Take Excision (Bates, 2012), a recent film that screened at the Imagine Film Festival. The main character is Pauline, a self-diagnosed BPD case who is an outcast at school and whose dreams are grotesque, antiseptic visions linking blood and sex. She has a contentious relationship with her mother, who dearly wishes her daughter cared more about conforming to societal beauty standards and less about carving herself up. Her father seems to have resigned himself to being the butt of all jokes, and her sister has cystic fibrosis and needs a lung transplant.
There’s quite a bit of blood in the film. Graphic imagery of scalpels cutting into skin and plenty of other things that made me temporarily pay attention to my knitting. The most horrifying thing about it, though? How well it evoked just how miserable it can be to be a teenage girl.

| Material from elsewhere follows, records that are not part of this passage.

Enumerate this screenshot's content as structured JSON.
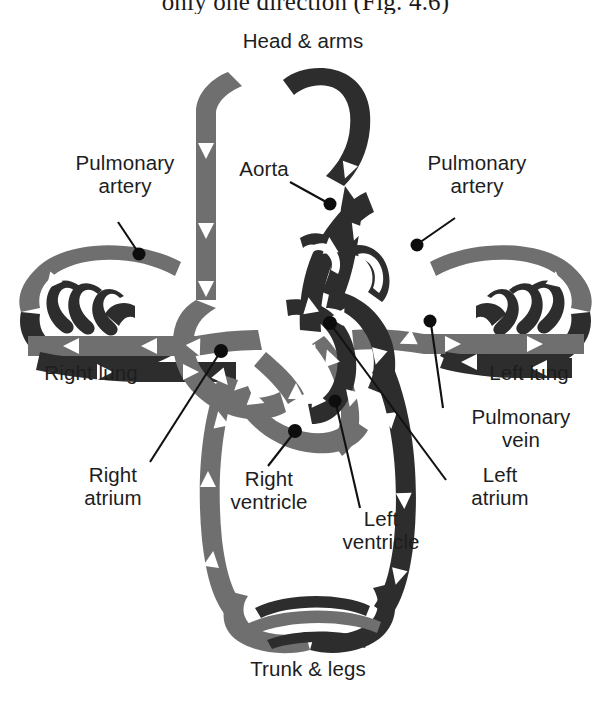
{
  "figure": {
    "title_partial": "only one direction (Fig. 4.6)",
    "type": "anatomical-diagram",
    "background_color": "#ffffff",
    "colors": {
      "deoxygenated_vessel": "#6f6f6f",
      "oxygenated_vessel": "#2d2d2d",
      "arrow": "#ffffff",
      "leader_line": "#111111",
      "label_text": "#1d1d1d"
    }
  },
  "labels": {
    "head_arms": "Head & arms",
    "trunk_legs": "Trunk & legs",
    "right_lung": "Right lung",
    "left_lung": "Left lung",
    "pulmonary_artery_left": "Pulmonary\nartery",
    "pulmonary_artery_right": "Pulmonary\nartery",
    "aorta": "Aorta",
    "pulmonary_vein": "Pulmonary\nvein",
    "right_atrium": "Right\natrium",
    "right_ventricle": "Right\nventricle",
    "left_atrium": "Left\natrium",
    "left_ventricle": "Left\nventricle"
  },
  "diagram_data": {
    "capillary_beds": [
      {
        "name": "head-and-arms",
        "position": "top",
        "label": "Head & arms"
      },
      {
        "name": "trunk-and-legs",
        "position": "bottom",
        "label": "Trunk & legs"
      },
      {
        "name": "right-lung",
        "position": "left",
        "label": "Right lung"
      },
      {
        "name": "left-lung",
        "position": "right",
        "label": "Left lung"
      }
    ],
    "heart_chambers": [
      {
        "name": "right-atrium",
        "label": "Right atrium",
        "blood": "deoxygenated"
      },
      {
        "name": "right-ventricle",
        "label": "Right ventricle",
        "blood": "deoxygenated"
      },
      {
        "name": "left-atrium",
        "label": "Left atrium",
        "blood": "oxygenated"
      },
      {
        "name": "left-ventricle",
        "label": "Left ventricle",
        "blood": "oxygenated"
      }
    ],
    "vessels": [
      {
        "name": "aorta",
        "label": "Aorta",
        "blood": "oxygenated"
      },
      {
        "name": "pulmonary-artery-left",
        "label": "Pulmonary artery",
        "blood": "deoxygenated"
      },
      {
        "name": "pulmonary-artery-right",
        "label": "Pulmonary artery",
        "blood": "deoxygenated"
      },
      {
        "name": "pulmonary-vein",
        "label": "Pulmonary vein",
        "blood": "oxygenated"
      }
    ]
  }
}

I recognized myself in Pauline. Not the erotic obsession with blood, nor (if I’m really honest) the affection for her little sister. But when I was a teenager I did walk around for a few years in beige clothing a few sizes to small. I walked ridiculously straight instead of hunching over, but the effect was the same: it was a defiant rejection of “normalcy”, a refusal to even try to assimilate.

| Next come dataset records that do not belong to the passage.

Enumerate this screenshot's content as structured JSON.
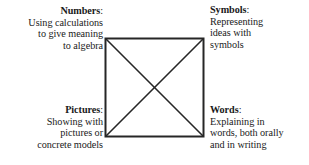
{
  "diagram": {
    "shape": {
      "name": "square-with-diagonals",
      "stroke_color": "#262626",
      "stroke_width": 2,
      "fill_color": "#ffffff",
      "x": 105,
      "y": 38,
      "width": 99,
      "height": 99
    },
    "background_color": "#ffffff",
    "text_color": "#1a1a1a",
    "quadrants": [
      {
        "id": "numbers",
        "position": "top-left",
        "align": "right",
        "term": "Numbers",
        "separator": ":",
        "description_lines": [
          "Using calculations",
          "to give meaning",
          "to algebra"
        ]
      },
      {
        "id": "symbols",
        "position": "top-right",
        "align": "left",
        "term": "Symbols",
        "separator": ":",
        "description_lines": [
          "Representing",
          "ideas with",
          "symbols"
        ]
      },
      {
        "id": "pictures",
        "position": "bottom-left",
        "align": "right",
        "term": "Pictures",
        "separator": ":",
        "description_lines": [
          "Showing with",
          "pictures or",
          "concrete models"
        ]
      },
      {
        "id": "words",
        "position": "bottom-right",
        "align": "left",
        "term": "Words",
        "separator": ":",
        "description_lines": [
          "Explaining in",
          "words, both orally",
          "and in writing"
        ]
      }
    ]
  }
}
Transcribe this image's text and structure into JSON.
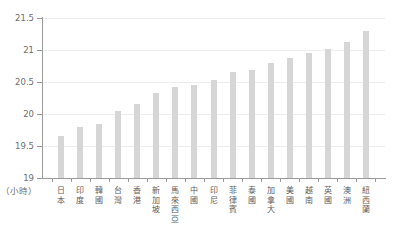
{
  "chart_data": {
    "type": "bar",
    "title": "",
    "xlabel": "",
    "ylabel": "",
    "unit_label": "（小時）",
    "grid": true,
    "legend": "none",
    "ylim": [
      19,
      21.5
    ],
    "yticks": [
      "19",
      "19.5",
      "20",
      "20.5",
      "21",
      "21.5"
    ],
    "ytick_values": [
      19,
      19.5,
      20,
      20.5,
      21,
      21.5
    ],
    "categories": [
      "日本",
      "印度",
      "韓國",
      "台灣",
      "香港",
      "新加坡",
      "馬來西亞",
      "中國",
      "印尼",
      "菲律賓",
      "泰國",
      "加拿大",
      "美國",
      "越南",
      "英國",
      "澳洲",
      "紐西蘭"
    ],
    "values": [
      19.65,
      19.8,
      19.85,
      20.05,
      20.15,
      20.33,
      20.42,
      20.45,
      20.53,
      20.65,
      20.68,
      20.8,
      20.87,
      20.95,
      21.02,
      21.12,
      21.3
    ],
    "bar_color": "#d6d6d6",
    "grid_color": "#ededed",
    "axis_color": "#9a9a9a"
  }
}
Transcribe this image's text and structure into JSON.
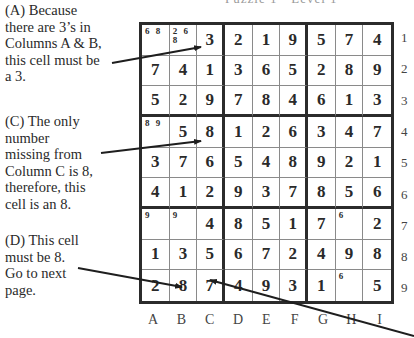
{
  "header": {
    "text": "Puzzle 1 - Level 1"
  },
  "notes": [
    {
      "id": "A",
      "lines": [
        "(A) Because",
        "there are 3’s in",
        "Columns A & B,",
        "this cell must be",
        "a 3."
      ]
    },
    {
      "id": "C",
      "lines": [
        "(C) The only",
        "number",
        "missing from",
        "Column C is 8,",
        "therefore, this",
        "cell is an 8."
      ]
    },
    {
      "id": "D",
      "lines": [
        "(D) This cell",
        "must be 8.",
        "Go to next",
        "page."
      ]
    }
  ],
  "grid": {
    "rows": [
      [
        "",
        "",
        "3",
        "2",
        "1",
        "9",
        "5",
        "7",
        "4"
      ],
      [
        "7",
        "4",
        "1",
        "3",
        "6",
        "5",
        "2",
        "8",
        "9"
      ],
      [
        "5",
        "2",
        "9",
        "7",
        "8",
        "4",
        "6",
        "1",
        "3"
      ],
      [
        "",
        "5",
        "8",
        "1",
        "2",
        "6",
        "3",
        "4",
        "7"
      ],
      [
        "3",
        "7",
        "6",
        "5",
        "4",
        "8",
        "9",
        "2",
        "1"
      ],
      [
        "4",
        "1",
        "2",
        "9",
        "3",
        "7",
        "8",
        "5",
        "6"
      ],
      [
        "",
        "",
        "4",
        "8",
        "5",
        "1",
        "7",
        "",
        "2"
      ],
      [
        "1",
        "3",
        "5",
        "6",
        "7",
        "2",
        "4",
        "9",
        "8"
      ],
      [
        "2",
        "8",
        "7",
        "4",
        "9",
        "3",
        "1",
        "",
        "5"
      ]
    ],
    "pencil_marks": [
      {
        "row": 1,
        "col": 1,
        "text": "6 8"
      },
      {
        "row": 1,
        "col": 2,
        "text": "2 6\n8"
      },
      {
        "row": 4,
        "col": 1,
        "text": "8 9"
      },
      {
        "row": 7,
        "col": 1,
        "text": "9"
      },
      {
        "row": 7,
        "col": 2,
        "text": "9"
      },
      {
        "row": 7,
        "col": 8,
        "text": "6"
      },
      {
        "row": 9,
        "col": 8,
        "text": "6"
      }
    ],
    "row_labels": [
      "1",
      "2",
      "3",
      "4",
      "5",
      "6",
      "7",
      "8",
      "9"
    ],
    "col_labels": [
      "A",
      "B",
      "C",
      "D",
      "E",
      "F",
      "G",
      "H",
      "I"
    ]
  }
}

It wasn’t until I watched Excision that I realized that maybe I dressed and moved in an unflattering way to make being unattractive feel like a decision instead of a curse.
Obviously there were other reasons. It was also – not to get too academic on you – a fairly transparent attempt to subtract myself from the male gaze, understandable considering I grew boobs when I was 11 and still very much a kid (an urge also exhibited by a side character in another film from the festival, American Mary). There was also the fairly ridiculous hope that if I made myself into ugly enough a duckling I stood a chance to emerge one day, after a summer break or a movie make-over, a blindingly gorgeous swan.
I don’t pretend to understand Pauline. I don’t even know whether my interpretation of her behavior is correct – it’s just a projection of my history on a suitable character. My point, however, is that the movie made me think more than many others I’ve seen recently. Despite the non-realistic genre and style, it felt personal.
When I read Kier-La’s description of Cutting Moments (Buck, 1997) I vowed that this would go on the list of films I never ever wanted to watch. Little did I know she’d show the most notorious clip, in a darkened cinema I couldn’t escape from. When I saw the steel wool my stomach knotted up. When the main character started doing what I knew she was going to do, I looked down.
But then I snuck a look. And the rest of the clip, I kept alternating between looking away repulsed and being unable to resist a fascinated glimpse. I felt queasy when it was done, but also oddly triumphant. Like – and here I recognize again something Kier-La describes – I’d been put to the test and survived.
I still don’t know why I watch horror. I still need to steel myself before I do, and there are still films I do not ever want to see, whether they have redeeming artistic value (Saló) or not (The Human Centipede). But I think I’m starting to understand the pull these images can have, both because they often accompany tantalizing themes and ideas and because after each of these films (or clips) I felt like I’d experienced something new.
And so we go on. We worry at the scab. We probe the loose teeth with our tongue. We scratch at the itch even if we know the relief it offers will be short-lived. We do things that hurt, because after that the pain is just an impotent memory. We watch images that will haunt us, because once they are part of our lives we can’t remember what it was like before. (Also, clearly, we write long-winded, rambly posts analyzing how we feel. If the “we” is “me”, anyway).